NovaDel Pharma Inc. is looking to make lingual sprays the delivery mechanism of choice for a variety of drugs - both prescription and over-the-counter - which it says will provide faster impact with fewer side effects than the forms currently offered.

And last week's news that it has raised $14 million in a private financing is likely to make that process easier. The funding, which will leave NovaDel, of Fleming, N.J., with about $12.9 million in net proceeds, will be devoted to human pilot pharmacokinetic studies of lingual spray versions of its product candidates, which are four currently marketed drugs with combined annual sales of more than $4 billion, the company said.

NovaDel's vice president of business and new product development Barry Cohen said that the funding involved a wide range of investors. Paramount Capital Inc., of New York, acted as placement agent for the offering.

What's more, NovaDel expects to file its first new drug application in the second or third quarter of this year for a lingual spray version of nitroglycerin, which would be the company's first product.

NovaDel said its lingual spray formulations are designed to provide rapid therapeutic blood levels of compounds to allow for faster onset via absorption through the oral mucosa. By that route, drugs can be absorbed directly into the systemic circulation, thus avoiding the typical disintegration or dissolution that can happen in the stomach.
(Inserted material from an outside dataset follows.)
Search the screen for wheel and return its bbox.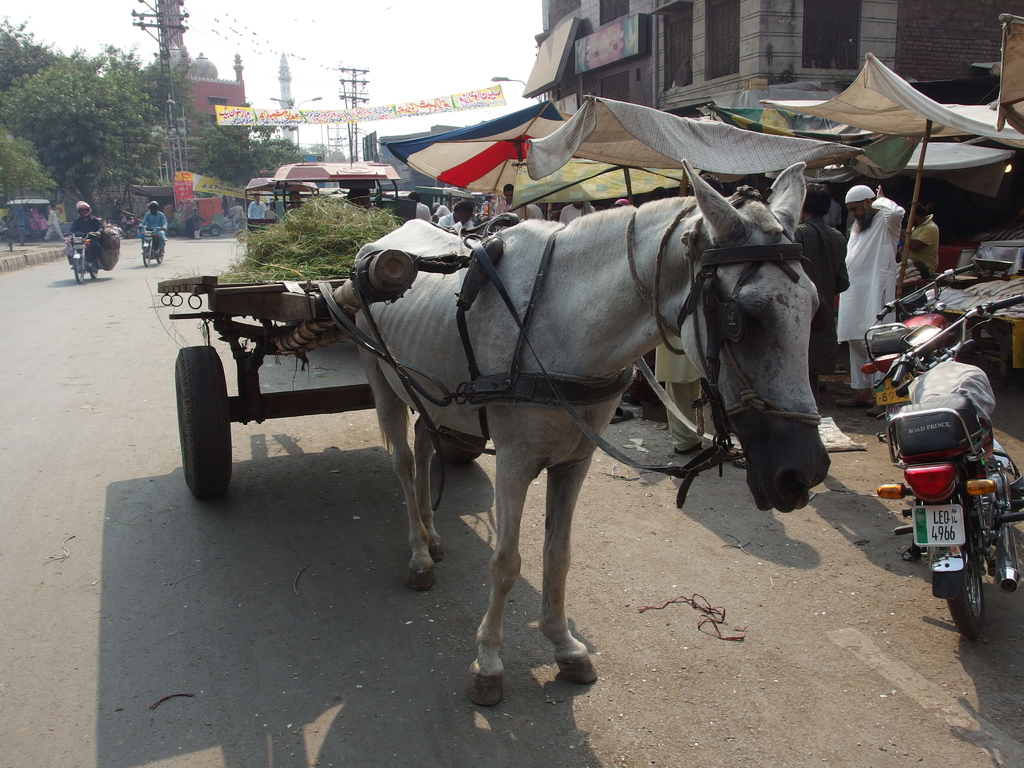
Found: <region>1, 226, 12, 241</region>.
With the elimination of the first-pass metabolism, accompanied by a reduction in hepatic metabolites, it is expected that the lingual spray formulations will cause less adverse side effects.

Cohen said the company is following a drug approval pathway called 505 (b)(2), which shortens the length of the time to possible approval. That FDA regulation allows companies like NovaDel that want to take an existing approved product and improve it to use studies from the original innovators of the drug that helped earn initial approval.
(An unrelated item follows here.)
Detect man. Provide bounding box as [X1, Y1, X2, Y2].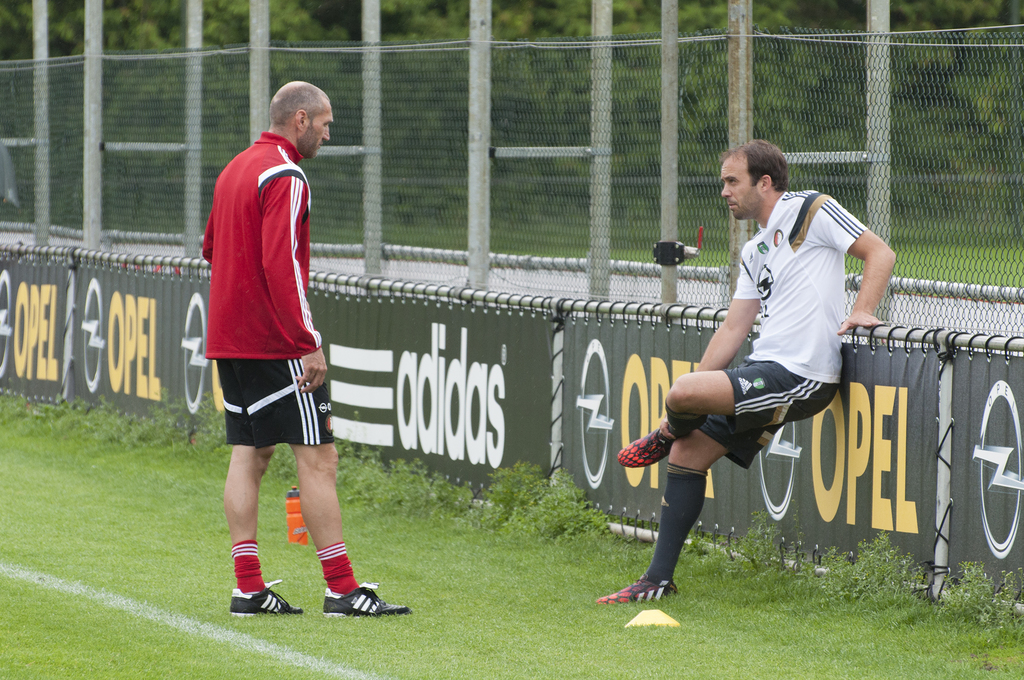
[195, 63, 342, 640].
"What 505(b)(2) allows me to do is to submit my version of their product to the FDA, referencing their studies that they conducted for that base product," Cohen said.

The regulations allows NovaDel to use the studies, despite the fact that they may not have "right of reference" from the original company that did preclinical and clinical studies, Cohen said.

Money from the funding will be dedicated to pharmacokinetic studies - which are required under 505(b)(2) - of London-based GlaxoSmithKline's Zofran, an anti-emetic; New York-based Pfizer Inc.'s Xanax, an anti-anxiety drug; Glaxo's migraine drug Imitrex; and Paris-based Sanofi-Synthelabo SA's Ambien, a sleep-inducing drug.

NovaDel also is seeking partnerships with pharmaceutical and biotechnology firms to convert drugs into lingual sprays, thus offering what it calls a part of "life cycle management" for big-selling drugs like Imitrex.

"The strategy is this: Our preference would be for major pharma companies to view our technology as a life-cycle management tool to their franchise," Cohen told BioWorld Today.

Cohen said NovaDel also could work with smaller pharmaceutical companies that wanted to move into a particular area, for example, analgesics. In that case, NovaDel would license rights to the lingual spray form and collect royalties.

NovaDel's patents are for the formulations of drugs - not the delivery device. The patents first cover solvents that are oily or non-oily used to deliver drugs through the oral mucosa. Then, the company has patents that allow for the creation of categories like analgesics. It also has patents pending for particular drugs delivered through oral mucosa.

NovaDel has one current partnership, with Manhattan Pharmaceuticals Inc., of New York, for Diprivan, a drug used for sedation.

And Cohen noted that the company always has the option of keeping drugs for itself and retaining all profits.

NovaDel's stock (OTCBB:NVDL) fell 19 cents Friday to close at $1.80.